Each year about this time, when the first snow flurries fly and the proprietors of publicity-conscious resorts start trying to get their pictures taken doing a slalom on pine boughs, we like to present you with a resort or a ski way of life you may not have heard of. We want the place we choose to be in part a discovery, relatively inexpensive, technically sound underfoot—or underski—and rather relaxed, since the everyman jet set will not quite have zoomed in yet. With these principles in mind, we have searched out in the past the ski pleasures of such countries as France, Austria and Chile, as well as the many hideaways of mountain America.

Now, beginning on page 58, we present you with a look at the action on the slopes of northern Italy, an area that will receive much attention late this winter when the world Alpine championships are held at Val Gardena. As the pictures and story show, Italian skiing meets all of our specifications, assuming you can get down a mountain while carrying a full load of linguini with white clam sauce.

If Italian skiing is zesty, so is the scenery at its resorts, and in this regard SPORTS ILLUSTRATED is now directly responsible for adding a dash of color. Some months ago, with the Italian ski story in mind, Staff Writer Jule Campbell wired the eminent Italian designer Emilio Pucci in Florence (where he is a marchese, politician, member of parliament, hereditary chief of the Florentine army, much-decorated war hero, skier, sportsman, and lives in a palace) and arranged a meeting. The idea she presented to him was simple enough. Would he create a new ski collection exclusively for SPORTS ILLUSTRATED? Pucci would.

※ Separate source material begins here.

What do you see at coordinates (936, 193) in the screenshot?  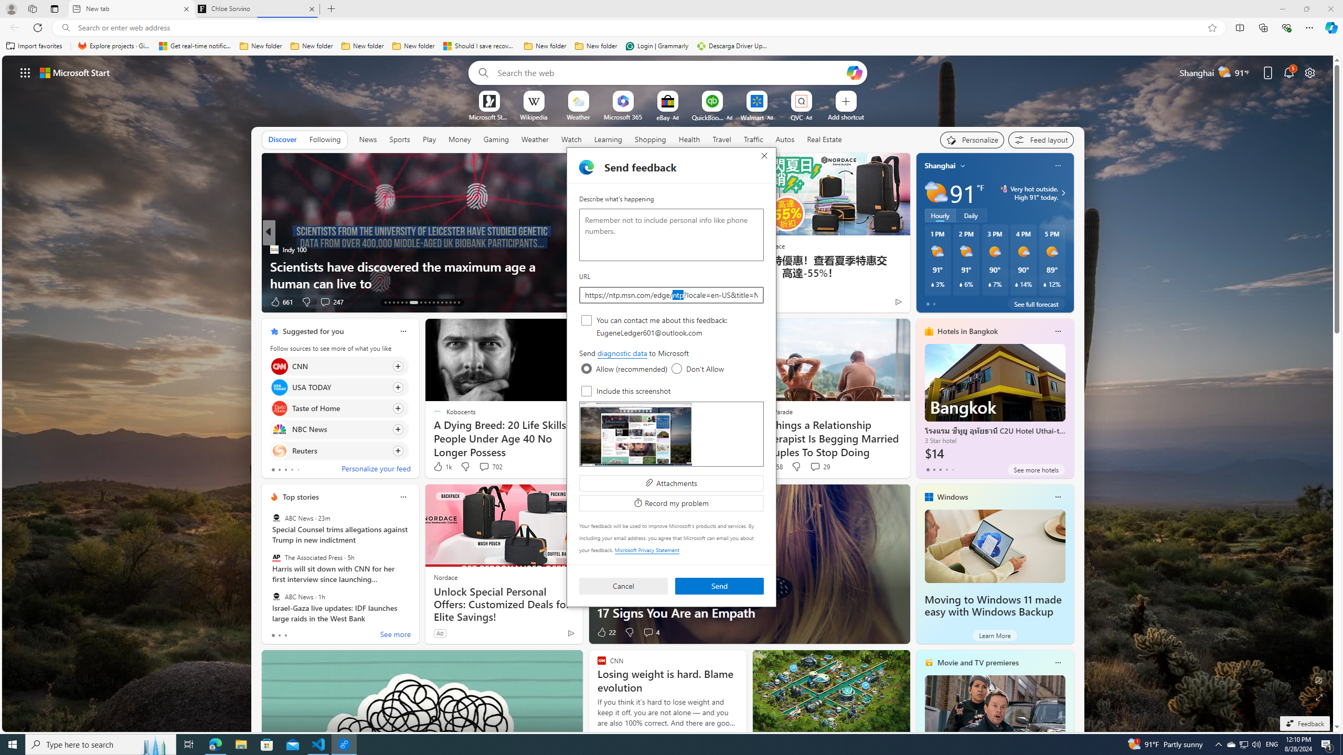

"There is just one thing," said Jule, who knows the difference between a silk shift and a stem Christy. "The clothes must work. We know they'll be fancy, but they must be functional as well—the sort of thing that people can really ski in."

The marchese understood, being a skiing man himself. After all, hadn't he formed the first ski team at Reed College in Portland, Ore.—one of his many schools—and been one of the first to ski in a crash helmet and to bind up his pant legs so they wouldn't flap in the wind? He said we need not worry, the new SI line wouldn't be just for standing around, posing.

The payoff came this spring in Rome when Jule Campbell showed up at Pucci's workroom. The old ski racer had produced an ultramodern look with the emphasis on stretch wool gabardine for action. "I don't make the pants too tight-fitting for girls," he said. "They're too distracting." But just so there would be some distraction, he added silk and velvet for touches of luxury. The whole effect is strictly for real skiers: Italian in mood and pure Pucci in flavor. We salute you, Emilio. And you, too, Jule.